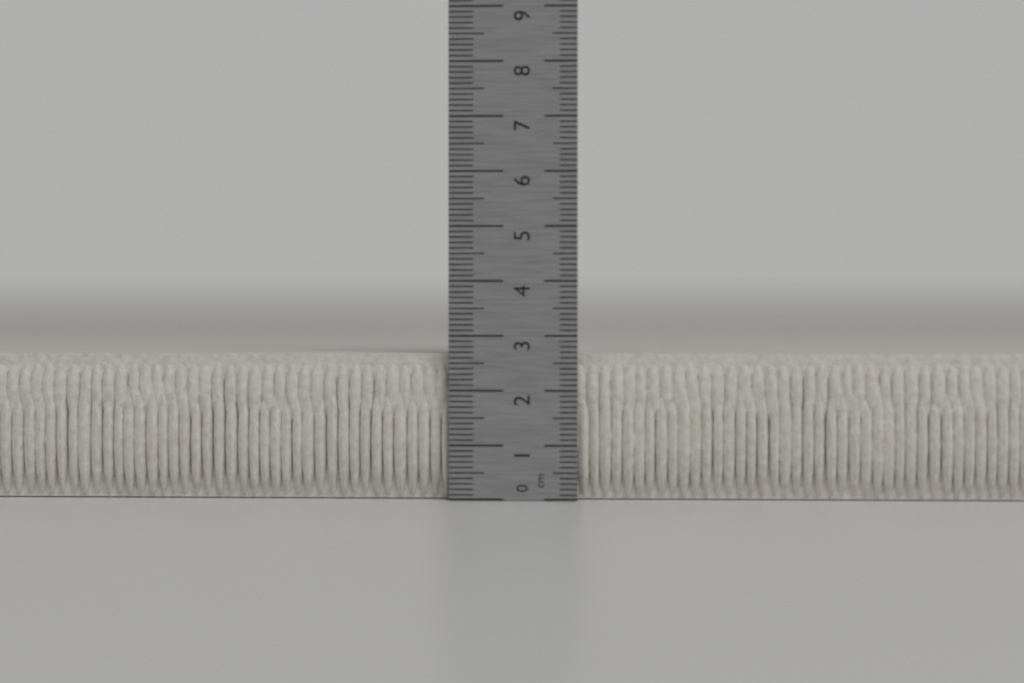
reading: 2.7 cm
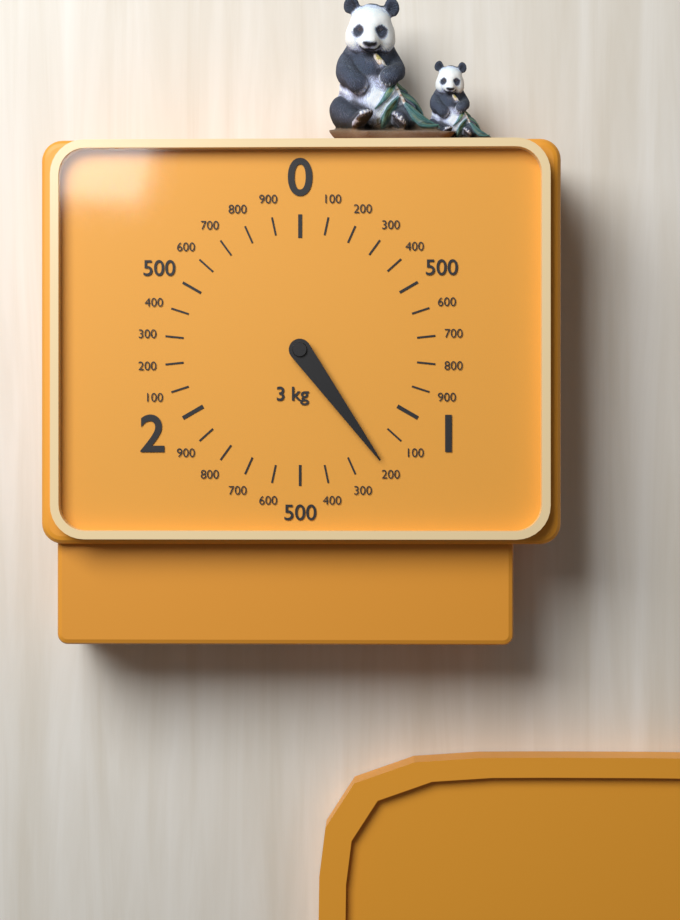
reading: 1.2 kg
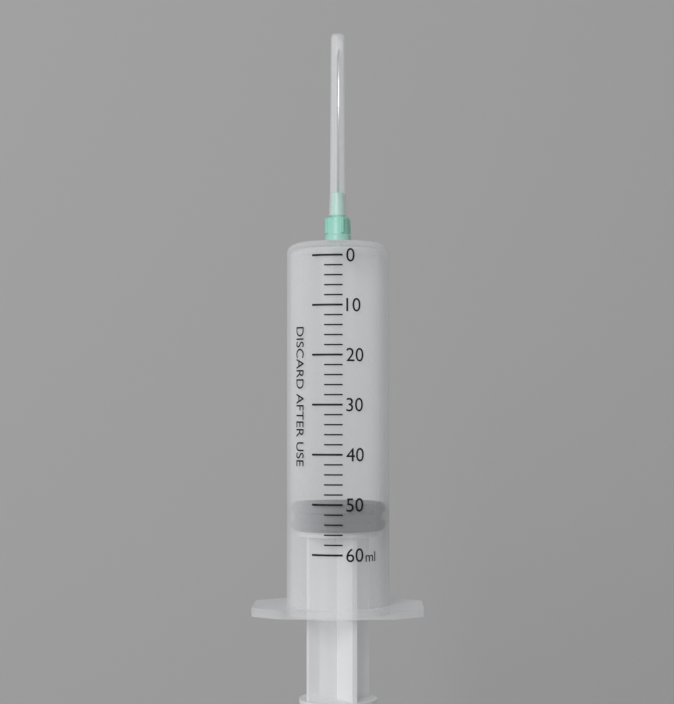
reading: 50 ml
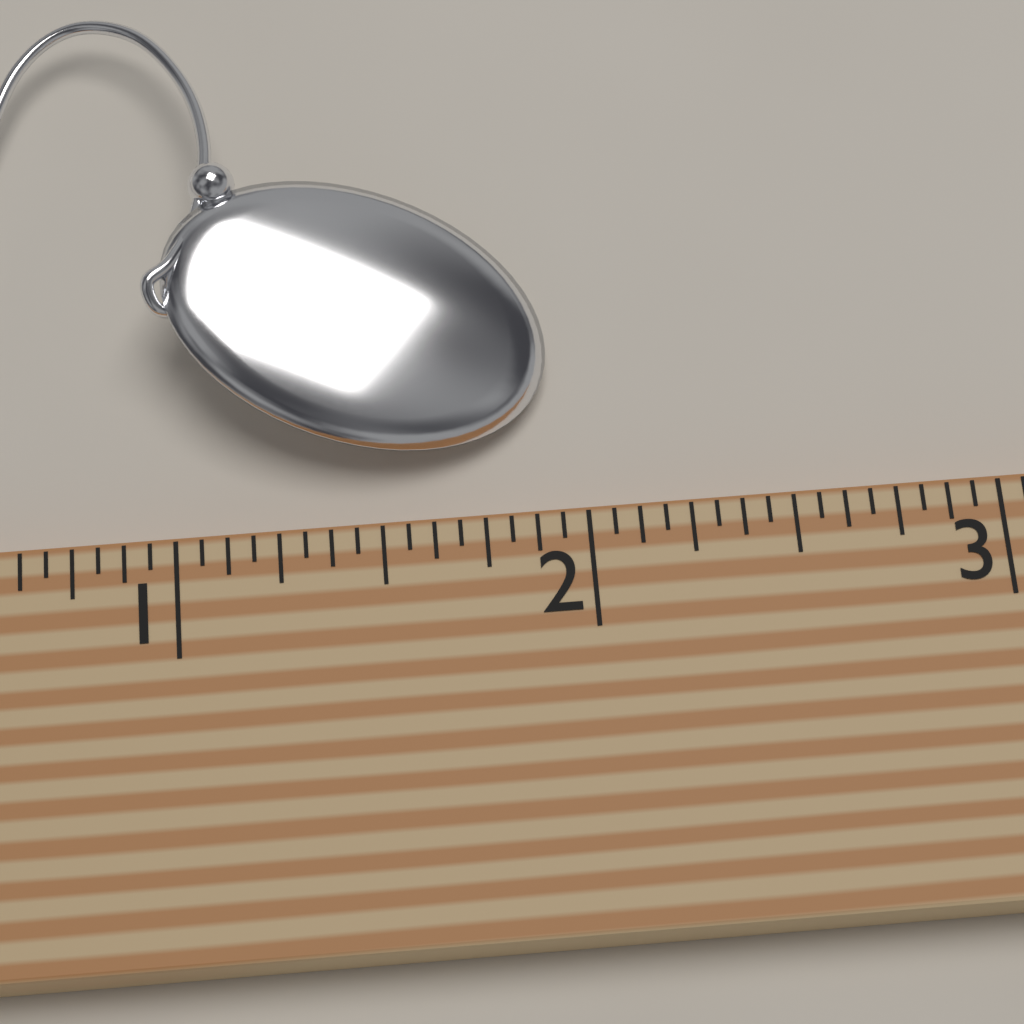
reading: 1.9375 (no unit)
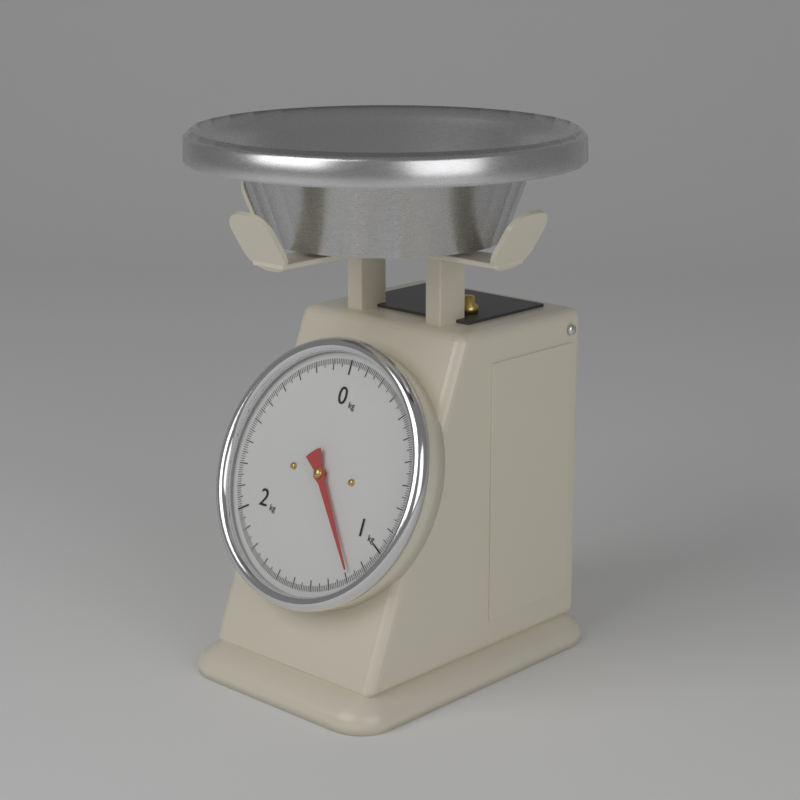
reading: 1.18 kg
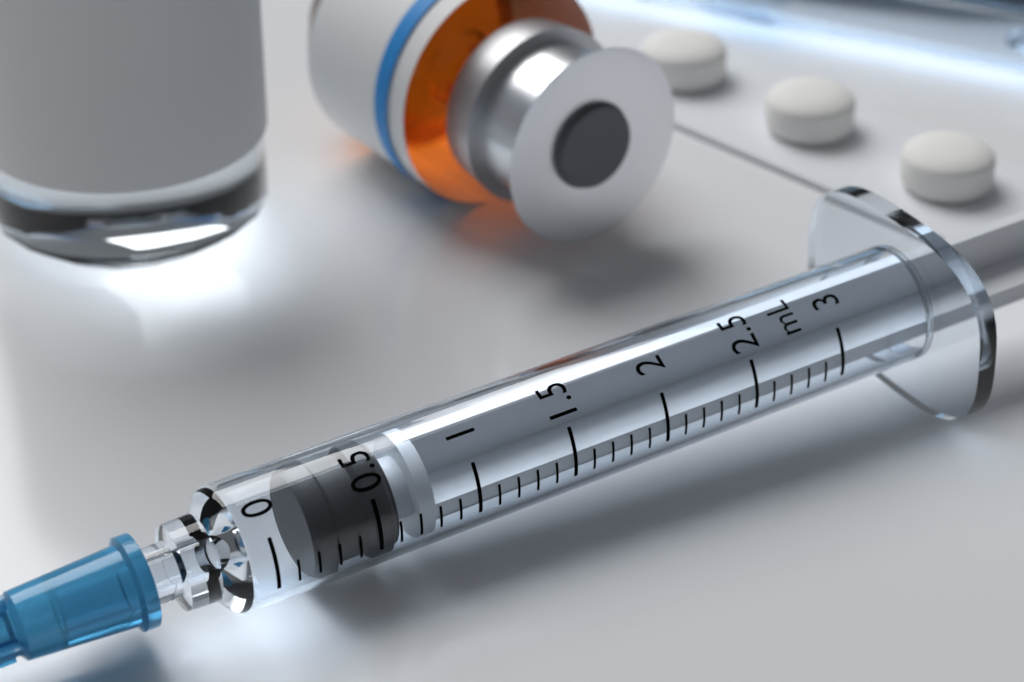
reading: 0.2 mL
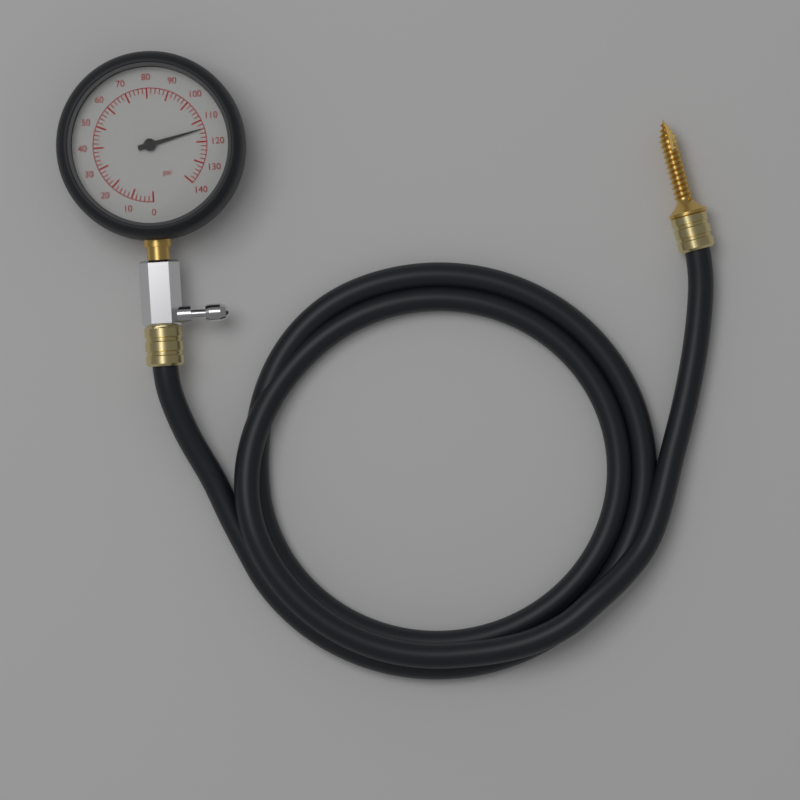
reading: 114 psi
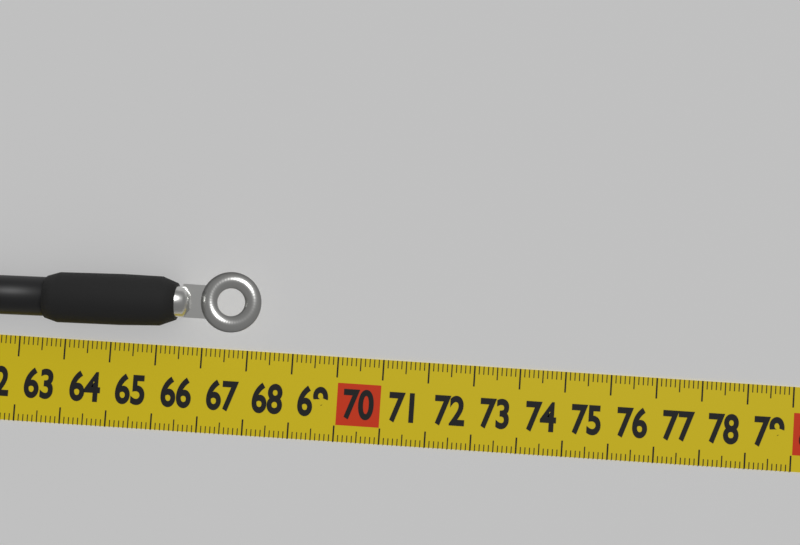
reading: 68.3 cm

--

Requirement. If an entry above holds a picture, leave that picture out and print the rest exactly.

Answer below.
reading: 2.7 cm
reading: 1.2 kg
reading: 50 ml
reading: 1.9375 (no unit)
reading: 1.18 kg
reading: 0.2 mL
reading: 114 psi
reading: 68.3 cm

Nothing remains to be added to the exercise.